Ascentria Care Alliance in Concord provides resettlement services to people coming to the U.S., and will be working to resettle Afghan evacuees in the Granite State, with the eventual goal of finding homes for 100 Afghans.
All Things Considered host Peter Biello spoke with Crissie Ferrara, the Program Manager for Services for New Americans at Ascentria, about their efforts to resettle Afghan refugees.
New Hampshire Public Radio
Listen to the interview and read the full article here:
New Hampshire preparing to welcome 125 Afghan evacuees
By Shawne K. Wickham, Union Leader
Two refugee resettlement agencies say they expect about 125 Afghans who were evacuated after the Taliban took over their homeland to be resettled in New Hampshire.
Ascentria Care Alliance in Concord expects to resettle about 100 Afghan evacuees, according to Crissie Ferrara, New Hampshire program manager for that agency’s Services for New Americans program.
“Many people were really scared for their lives and for their safety, for themselves and their families, and they felt this was the best option for them, and the only option to keep their families safe,” she said.
…
Emma Tobin, chief program officer at the International Institute of New England, said her agency is proposing to resettle up to 25 Afghans in Manchester and Nashua.
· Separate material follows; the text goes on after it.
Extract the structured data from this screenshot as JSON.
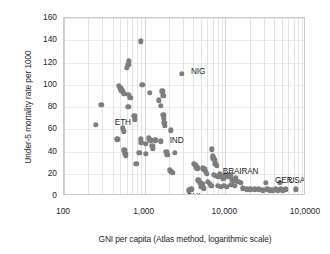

Agencies don’t know a lot about those they will be helping to settle here, Tobin said, but she expects some have high levels of education and are fluent in English.
Unlike many refugees who come to the United States from camps in other countries, however, she said, “They may also arrive with literally no belongings because they fled,” she said.
The New Hampshire Department of Health and Human Services is offering free and convenient Covid-19 vaccination via mobile vaccination van. Walk-ins are welcome, no scheduling necessary, and vaccination is free and available to anyone 12 years of age and older. No health insurance needed. The mobile vaccine van offers Pfizer, Moderna and J&J vaccines.
Want to schedule the mobile vaccination van for an event or group? The van is available upon request for any size group across the state of NH at no cost. To request the mobile vaccine van, visit vaccines.nh.gov
“No work is insignificant. All labor that uplifts humanity has dignity and importance and should be undertaken with painstaking excellence.” – Dr. Martin Luther King Jr.
On Saturday May 1, New Hampshire activists honored International Workers’ Day (also known as May Day) by raising up the voices and concerns of NH workers in front of the State House.
The rally was sponsored by the American Friends Service Committee, One Fair Wage, Granite State Organizing Project, NH Alliance for Immigrants and Refugees, Welcoming New Hampshire, Rights and Democracy NH, 350 New Hampshire, NH Youth Movement, NH Service Workers United for Power, NH Council of Churches, Kent Street Coalition, and NH Faith & Labor.
Speakers included Rep. Latha Mangipudi, Rep. Maria Perez, Rev. Jason Wells, Rev. John Gregory-Davis, Lidia Yen, Martha Alvarado, Martin Toe, Anthony Harris, David Holt, Linds Jakows, Eva Castillo, Isaac Grimm, Dr. Randy Hayes and Rev. Dr. Gail Kinney. Music was provided by the Leftist Marching Band.